Create and optimise your new content

Familiarity is vital to customer loyalty. They will enjoy a new look, but keeping the same pathways to orders or information will ensure that they can still navigate your site. Whilst you can change the look and refresh the website's content from time to time, it isn't a good idea to dramatically change its navigational structure. Your crawl data will help you match the layout for your new design, and you should check the structure once you have finished ensuring your map structure is the same. The only time we would say the structure isn't important is if your reason for the change is your original site was awful and not working.


Optimising your content is also essential. To help with the on-page analysis, you can get optimisation help from this helpful SEO packages guide for beginners. Now is also an excellent time to check your sites loading times and optimisation for mobiles and other devices. With it a known fact that Google ranks higher pages that load in under 3 seconds and visitors are increasingly expecting faster than 2 seconds, you don't want to be the website that sees visitors give up through poor loading speeds.


Create page-by-page 301 redirections from old to new pages

To avoid losing all of the SEO work from your old site, you must use 301 redirects for every single old web page. Search engines will then see a page URL has changed and assist visitors in finding the right page. A redirect should be to the same content on your new website wherever possible. If not, point it to the most similar page within your new content. Ensure that your redirects do not all simply land on your new home page if you want to avoid frustrated visitors. Redirects also look after bookmarks and social media links, so they continue to work once your new website is live.


Test the new site

It is essential to thoroughly test the new site to ensure everything navigates as it should and that all links and backlinks are active.

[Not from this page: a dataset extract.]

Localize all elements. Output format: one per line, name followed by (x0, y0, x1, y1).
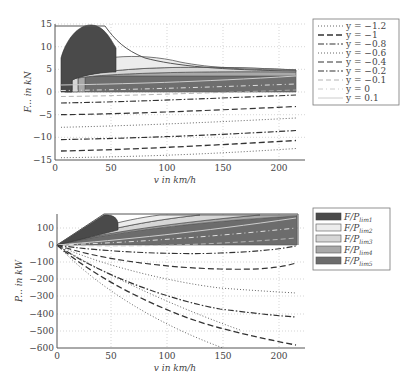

Check all things work, including shopping carts and baskets, before being tempted to go live. Providing an excellent page experience for users is vital. The new Core Web Vitals metrics will aid site owners to test effectiveness in areas such as visual stability, speed and responsiveness of their new content.


Make the switch

Now it's D Day. Once you are sure you have done all you can, go for it! We believe it is better wherever possible to take one giant leap, but this may not be possible for some large websites, so you may look at making incremental changes. This workflow from development to deployment article may help. Check everything is working in live and run a broken links check to be sure.


Check for verification and indexing

Login to your webmaster tools for Bing and Google and make sure your site is verified. You can speed up the verification process by requesting index. Also, check your robots file and resubmit your XML Sitemap for maximum SEO optimisation.


Monitor your rankings and performance

Now is the time to check on how it's going. Keep a close eye on the ranking of your keywords. If your redesign has helped, then great. If not, take a look at your old site performance and eye up the competition. Be bold and make reporting bugs easy for users, perhaps as part of your contact form.


Many SEO tools can assist you in getting the best from your content; it just takes a little time. If you don't have the time or knowledge, you may benefit from an expert's help to check your website design and content for keyword and phrase optimisation. But don’t forgo an update to your website for fear of SEO damage. Done right, you can improve your users’ experience on your site without damaging your SEO.